I LOVE San Fernando.
So brilliant a gambit by
the slate of Mayor Edwin Santiago to appropriate that oh-so-original,
oh-so-profound blurb as team brand for 2019. Aha! Ha, ha, ha, ha.
I Love San Fernando.
Seriously now, it dredged
the long-silted channel of memories of elections past in the city, rock-bottoming
to 1995.
Luguran taya ing San Fernando.
It was then-Vice Mayor
Reynaldo B. Aquino that raised that clarion call, ultimately heard loud and
clear by the electorate, installing him at the mayorship and keeping him there
for three consecutive terms, thereafter moving on to the 3rd
district congressional seat with the geographically adapted Luguran taya ing Tersera Distritu.
It was on the sidelines of
a candidates’ forum at the University of the Assumption that I asked
then-incumbent Mayor Paterno Guevarra of his take on his rival RBA’s exhortative
Luguran slogan.
Deceiving. Always afresh
at each remembrance is the contempt that contorted the usually benign mien of the
religious Pat as he spat out “Mapanlinlang.”
Gratuitous. What need was
there to still plead with the people to love San Fernando, when they already
loved San Fernando? So, he reasoned.
How then should the slogan
read?
I Love San Fernando.
Pat putting inflected stress
on the second syllable.
Not that the Fernandino
voters loved Guevarra less, but that more of them voted for Aquino. So, it subsequently
turned out. Writing finis to Atty. Pat’s
political career. (No implied meaning here to impress upon the city’s current
events. Whatsoever).
I Love San Fernando.
In these the times of
Mayor EdSa, what is there to love in San Fernando? Better yet, what does it
mean to love San Fernando?
Love is patient.
It takes infinite patience
for motorists, be they in private cars, public transport or delivery vans and
trucks to sit through the hellish gridlock at just every traffic light through
the length of MacArthur Highway in the city.
Love is kind.
It takes the kindness –
and compassion – of the divine not to damn those inutile traffic aides doing
nothing by the roadside, anarchy running amuck right under their very noses.
It takes the full measure
of human kindness not to wish perdition on those motorcycles, tricycles and
tri-wheelers flouting all traffic laws in flaunting their dominion of all city
roads.
And be reminded of kindness
to animals when treading through city sidewalks appropriated by vendors as
their proprietary stores.
It takes a leap of faith
not to ascribe 1 Corinthians 13:4 as precisely scribed for EdSa’s San Fernando.
Love is blind.
Loving San Fernando
warrants total loss of vision at the sight of trashed and silted esteros and
its very river, heaps of rotting rubbish all around on weekend mornings,
heavily-laden garbage trucks still trooping to the supposed-to-be-long-closed
city dumpsite in Barangay Lara by the FVR Megadike.
The inescapable stench though
again requires the proverbial patience of Job.
Yes, blind as blind can
ever be to love San Fernando’s midnight darkness in that Balite stretch of
MacArthur Highway.
Indeed, lovers of San
Fernando cannot see the ugly follies their officials commit. To perverse,
rather than paraphrase, William Shakespeare.
I Love San Fernando.
Warts and all,
forevermore. It can only be madness. What with the littlest, if any, chance of
change for the better. Given the inertia afflicting, aye, endemic to the city
hall of Mayor EdSa.
Love is a serious mental disease.
So, Plato philosophized. No
thanks to him, “madly in love” descended from the romantic to the psychopathic.
As in, I Love San
Fernando. In the time of Mayor Edwin David Santiago.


* _Prompt_: In your copy, drop the images and return each record exactly as it stands.
· · · · ·
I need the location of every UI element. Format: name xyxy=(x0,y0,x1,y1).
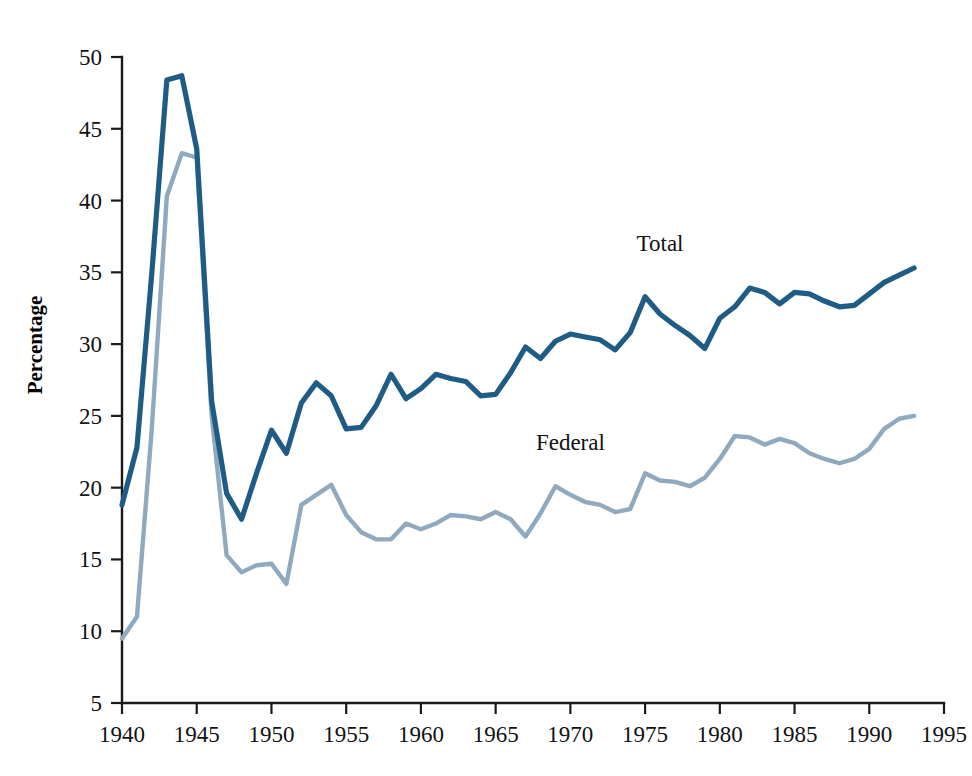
y-tick-label: 35 xyxy=(79,260,102,285)
x-tick-label: 1960 xyxy=(398,722,444,747)
y-tick-label: 20 xyxy=(79,476,102,501)
x-tick-label: 1950 xyxy=(248,722,294,747)
x-tick-label: 1940 xyxy=(99,722,145,747)
y-tick-label: 40 xyxy=(79,189,102,214)
y-tick-label: 15 xyxy=(79,547,102,572)
y-tick-label: 5 xyxy=(91,691,103,716)
line-chart: Percentage 5101520253035404550 194019451… xyxy=(0,0,972,776)
y-tick-label: 30 xyxy=(79,332,102,357)
chart-background xyxy=(0,0,972,776)
x-tick-label: 1980 xyxy=(697,722,743,747)
x-tick-label: 1955 xyxy=(323,722,369,747)
x-tick-label: 1970 xyxy=(547,722,593,747)
x-tick-label: 1990 xyxy=(846,722,892,747)
x-tick-label: 1975 xyxy=(622,722,668,747)
y-tick-label: 50 xyxy=(79,45,102,70)
x-tick-label: 1965 xyxy=(473,722,519,747)
chart-container: Percentage 5101520253035404550 194019451… xyxy=(0,0,972,776)
y-axis-title: Percentage xyxy=(23,296,47,395)
x-tick-label: 1985 xyxy=(772,722,818,747)
series-label-total: Total xyxy=(637,231,684,256)
x-tick-label: 1945 xyxy=(174,722,220,747)
series-label-federal: Federal xyxy=(536,430,605,455)
y-tick-label: 25 xyxy=(79,404,102,429)
y-tick-label: 10 xyxy=(79,619,102,644)
y-tick-label: 45 xyxy=(79,117,102,142)
x-tick-label: 1995 xyxy=(921,722,967,747)
y-axis-title-text: Percentage xyxy=(23,296,47,395)
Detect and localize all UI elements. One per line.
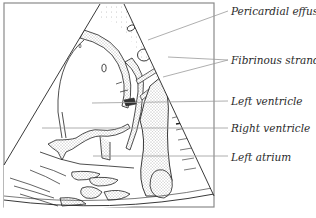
label-left-atrium: Left atrium — [231, 151, 291, 163]
ultrasound-sector — [4, 4, 214, 209]
label-fibrinous-strands: Fibrinous strands — [231, 54, 316, 66]
label-pericardial-effusion: Pericardial effusion — [231, 5, 316, 17]
label-right-ventricle: Right ventricle — [231, 122, 310, 134]
leader-pericardial-effusion — [148, 11, 228, 40]
echocardiogram-diagram — [0, 0, 316, 218]
leader-fibrinous-strands-2 — [163, 60, 228, 77]
leader-fibrinous-strands-1 — [168, 57, 228, 60]
label-left-ventricle: Left ventricle — [231, 95, 303, 107]
left-atrium-region — [150, 170, 172, 198]
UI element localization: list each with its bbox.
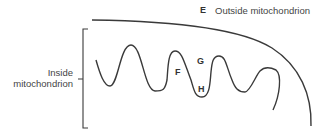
inside-bracket xyxy=(78,29,88,128)
label-F: F xyxy=(175,67,181,77)
inside-label-line1: Inside xyxy=(13,67,73,78)
inside-label-line2: mitochondrion xyxy=(13,78,73,89)
outside-mitochondrion-label: Outside mitochondrion xyxy=(215,5,310,16)
label-H: H xyxy=(198,84,205,94)
inside-mitochondrion-label: Inside mitochondrion xyxy=(13,67,73,89)
inner-membrane-cristae xyxy=(96,45,280,110)
label-G: G xyxy=(197,56,204,66)
label-E: E xyxy=(200,5,206,15)
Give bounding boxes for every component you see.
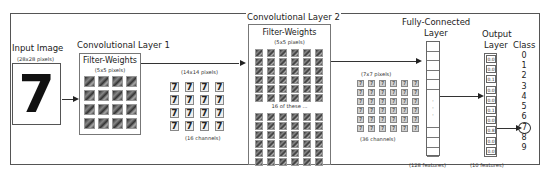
· · · · ·
* _Task answer_:
I need the location of every UI element. Format: name xyxy=(x0,y0,x1,y1).
y-tick-label: 35 xyxy=(79,260,102,285)
x-tick-label: 1960 xyxy=(398,722,444,747)
y-tick-label: 20 xyxy=(79,476,102,501)
x-tick-label: 1950 xyxy=(248,722,294,747)
x-tick-label: 1940 xyxy=(99,722,145,747)
y-tick-label: 40 xyxy=(79,189,102,214)
y-tick-label: 15 xyxy=(79,547,102,572)
y-tick-label: 5 xyxy=(91,691,103,716)
line-chart: Percentage 5101520253035404550 194019451… xyxy=(0,0,972,776)
y-tick-label: 30 xyxy=(79,332,102,357)
chart-background xyxy=(0,0,972,776)
x-tick-label: 1980 xyxy=(697,722,743,747)
x-tick-label: 1955 xyxy=(323,722,369,747)
x-tick-label: 1970 xyxy=(547,722,593,747)
x-tick-label: 1990 xyxy=(846,722,892,747)
x-tick-label: 1975 xyxy=(622,722,668,747)
y-tick-label: 50 xyxy=(79,45,102,70)
x-tick-label: 1965 xyxy=(473,722,519,747)
chart-container: Percentage 5101520253035404550 194019451… xyxy=(0,0,972,776)
y-axis-title: Percentage xyxy=(23,296,47,395)
x-tick-label: 1985 xyxy=(772,722,818,747)
series-label-total: Total xyxy=(637,231,684,256)
x-tick-label: 1945 xyxy=(174,722,220,747)
series-label-federal: Federal xyxy=(536,430,605,455)
y-tick-label: 25 xyxy=(79,404,102,429)
y-tick-label: 10 xyxy=(79,619,102,644)
y-tick-label: 45 xyxy=(79,117,102,142)
x-tick-label: 1995 xyxy=(921,722,967,747)
y-axis-title-text: Percentage xyxy=(23,296,47,395)
Detect and localize all UI elements. One per line.
label-left-atrium: Left atrium — [231, 151, 291, 163]
ultrasound-sector — [4, 4, 214, 209]
label-fibrinous-strands: Fibrinous strands — [231, 54, 316, 66]
label-pericardial-effusion: Pericardial effusion — [231, 5, 316, 17]
label-right-ventricle: Right ventricle — [231, 122, 310, 134]
leader-pericardial-effusion — [148, 11, 228, 40]
echocardiogram-diagram — [0, 0, 316, 218]
leader-fibrinous-strands-2 — [163, 60, 228, 77]
leader-fibrinous-strands-1 — [168, 57, 228, 60]
label-left-ventricle: Left ventricle — [231, 95, 303, 107]
left-atrium-region — [150, 170, 172, 198]
UI element localization: list each with its bbox.
inside-bracket xyxy=(78,29,88,128)
label-F: F xyxy=(175,67,181,77)
inside-label-line1: Inside xyxy=(13,67,73,78)
inside-label-line2: mitochondrion xyxy=(13,78,73,89)
outside-mitochondrion-label: Outside mitochondrion xyxy=(215,5,310,16)
label-H: H xyxy=(198,84,205,94)
inside-mitochondrion-label: Inside mitochondrion xyxy=(13,67,73,89)
inner-membrane-cristae xyxy=(96,45,280,110)
label-G: G xyxy=(197,56,204,66)
label-E: E xyxy=(200,5,206,15)
Give bounding boxes for every component you see.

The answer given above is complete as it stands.